Read more at A Prominent Financial Columnist Is Calling For Radical Reforms To The Global Economy | Business Insider.

Fractional reserve banking: ‘the chief loose screw’ | House of Debt

By Atif Mian and Amir Sufi quote from The Chicago Plan (1933-1939) of which Irving Fisher was a strong supporter:

“A chief loose screw in our present American money and banking system is the requirement of only fractional reserves behind demand deposits. Fractional reserves give our thousands of commercial banks power to increase or decrease the volume of our circulating medium [money] by increasing or decreasing bank loans and investments. The banks thus exercise what has always, and justly, been considered a prerogative of sovereign power. As each bank exercises this power independently without any centralized control, the resulting changes in the volume of the circulating medium are largely haphazard. This situation is a most important factor in booms and depressions.”

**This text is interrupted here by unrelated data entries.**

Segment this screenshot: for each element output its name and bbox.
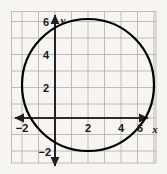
y-tick-label-2: 2 xyxy=(43,82,49,94)
x-tick-label-neg2: −2 xyxy=(16,122,29,134)
graph-svg: −2 2 4 6 6 4 2 −2 x y xyxy=(0,0,167,174)
x-tick-label-2: 2 xyxy=(85,122,91,134)
y-axis-label: y xyxy=(59,14,66,26)
x-tick-label-6: 6 xyxy=(137,122,143,134)
x-tick-label-4: 4 xyxy=(118,122,125,134)
plot-background xyxy=(11,11,156,163)
x-axis-label: x xyxy=(151,123,158,135)
y-tick-label-6: 6 xyxy=(43,16,49,28)
y-tick-label-4: 4 xyxy=(43,49,50,61)
y-tick-label-neg2: −2 xyxy=(38,146,51,158)
coordinate-plane-figure: −2 2 4 6 6 4 2 −2 x y xyxy=(0,0,167,174)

Read more at 100% Reserve Banking — The History | House of Debt.

The Chicago Plan Revisited | IMF Working Paper

There is growing interest in this IMF Working Paper by Jaromir Benes and Michael Kumhof which discusses removing the role of monetary creation from fractional-reserve banks and assigning it to Treasury. Here is a brief abstract:

At the height of the Great Depression a number of leading U.S. economists advanced a proposal for monetary reform that became known as the Chicago Plan. It envisaged the separation of the monetary and credit functions of the banking system, by requiring 100% reserve backing for deposits. Irving Fisher (1936) claimed the following advantages for this plan: (1) Much better control of a major source of business cycle fluctuations, sudden increases and contractions of bank credit and of the supply of bank-created money. (2) Complete elimination of bank runs. (3) Dramatic reduction of the (net) public debt. (4) Dramatic reduction of private debt, as money creation no longer requires simultaneous debt creation. We study these claims by embedding a comprehensive and carefully calibrated model of the banking system in a DSGE model of the U.S. economy. We find support for all four of Fisher’s claims. Furthermore, output gains approach 10 percent, and steady state inflation can drop to zero without posing problems for the conduct of monetary policy…..

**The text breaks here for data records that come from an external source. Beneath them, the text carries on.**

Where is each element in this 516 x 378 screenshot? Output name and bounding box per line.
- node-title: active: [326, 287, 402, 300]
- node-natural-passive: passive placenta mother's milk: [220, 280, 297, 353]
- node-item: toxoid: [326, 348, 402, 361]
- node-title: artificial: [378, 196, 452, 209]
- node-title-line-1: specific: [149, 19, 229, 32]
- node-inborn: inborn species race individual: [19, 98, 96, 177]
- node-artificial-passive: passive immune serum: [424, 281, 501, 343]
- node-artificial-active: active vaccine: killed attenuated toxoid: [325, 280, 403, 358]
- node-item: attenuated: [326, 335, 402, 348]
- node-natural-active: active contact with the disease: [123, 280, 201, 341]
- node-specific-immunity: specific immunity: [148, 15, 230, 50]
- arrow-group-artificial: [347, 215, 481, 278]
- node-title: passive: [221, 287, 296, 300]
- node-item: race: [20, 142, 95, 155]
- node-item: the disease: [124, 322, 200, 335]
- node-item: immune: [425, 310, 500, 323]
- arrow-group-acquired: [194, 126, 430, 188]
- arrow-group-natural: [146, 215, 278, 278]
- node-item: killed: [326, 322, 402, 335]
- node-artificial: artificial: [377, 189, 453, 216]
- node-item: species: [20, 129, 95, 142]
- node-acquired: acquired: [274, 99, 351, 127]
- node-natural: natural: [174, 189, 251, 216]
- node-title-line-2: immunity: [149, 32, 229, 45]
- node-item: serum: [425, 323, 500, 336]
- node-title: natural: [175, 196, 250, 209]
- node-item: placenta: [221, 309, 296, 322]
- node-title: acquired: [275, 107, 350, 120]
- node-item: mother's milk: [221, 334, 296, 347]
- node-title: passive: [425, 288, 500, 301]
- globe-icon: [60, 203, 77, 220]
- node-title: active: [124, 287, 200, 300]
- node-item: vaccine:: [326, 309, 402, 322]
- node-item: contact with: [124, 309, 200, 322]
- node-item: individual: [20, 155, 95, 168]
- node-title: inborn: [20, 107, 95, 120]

I believe that Fisher is right in targeting fractional-reserve banks as a major cause of instability in capitalist systems, facilitating rapid expansion of credit during booms, inevitably followed by rapid contraction during the bust. To introduce a system such as the Chicago Plan would risk an abrupt shock to the monetary system, but gradual increase of bank capital, leverage and reserve ratios could achieve the same eventual end without any noticeable side-effects.

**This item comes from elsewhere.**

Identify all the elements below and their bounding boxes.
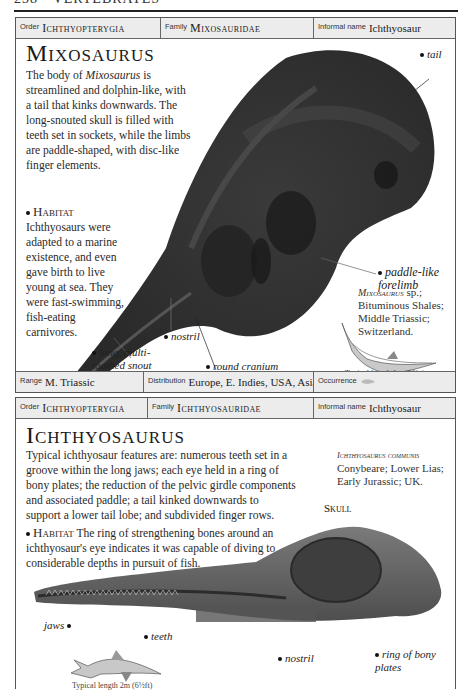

via The Chicago Plan Revisited (pdf)

Hat tip to Ambrose Evans-Pritchard at The Telegraph.

Simon Johnson: Why Are the Big Banks Suddenly Afraid? – NYTimes.com

The threat of too-big-to-fail banks has not diminished. The combined assets of the 6 largest US banks is bigger now than in 2008. Simon Johnson, Professor of Entrepreneurship at M.I.T. Sloan School of Management, writes:

A growing number of serious-minded politicians are starting to support the point made by Jon Huntsman, the former governor of Utah and a Republican presidential candidate in the recent primaries: global megabanks have become government-sponsored enterprises; their scale does not result from any kind of market process, but is rather the result of a vast state subsidy scheme.

…..Serious people on the right and on the left are reassessing if we really need our largest banks to be so large and so highly leveraged (i.e., with so much debt relative to their equity). The arguments in favor of keeping the global megabanks and allowing them to grow are very weak or nonexistent.

The big banks will vigorously defend any attempt to break them up and they have deep pockets. It would be far more effective and politically achievable to raise reserve requirements, lifting capital ratios and reducing leverage to the point that large and small institutions alike are no longer a threat to the economy. Even if we adopt a two-tier approach, with higher ratios for institutions above a certain size.

We need to remember that a fractional-reserve banking system is not an essential requirement of the capitalist system. All that is needed is an efficient intermediary between investors and borrowers. Equity-funded banks proved effective in funding Germany’s industrialization prior to WW1. Islamic banks today follow similar principles. Over-dependence on deposits is the primary cause of our current instability.

via Simon Johnson: Why Are the Big Banks Suddenly Afraid? – NYTimes.com.

You can't borrow yourself out of debt: The Secret of Oz

“You can’t borrow yourself out of debt any more than drink yourself sober.”

http://www.youtube.com/watch?v=swkq2E8mswI

Bill Still on the on-going debt problem and the solution proposed by L. Frank Baum in the Wizard of Oz.

Comment:~ The solution proposed is not a magic bullet. Money printed by Treasury, whether in the form of banknotes (“scrip”) or tally sticks, is still Treasury debt; Treasury effectively borrows when the currency is issued in payment and settles when the notes are presented in payment of taxes. It also debases the currency, though not as fast as debt created by the banks. This video serves as a reminder that we still have not solved the global debt problem — merely postponed the inevitable by issuing further debt.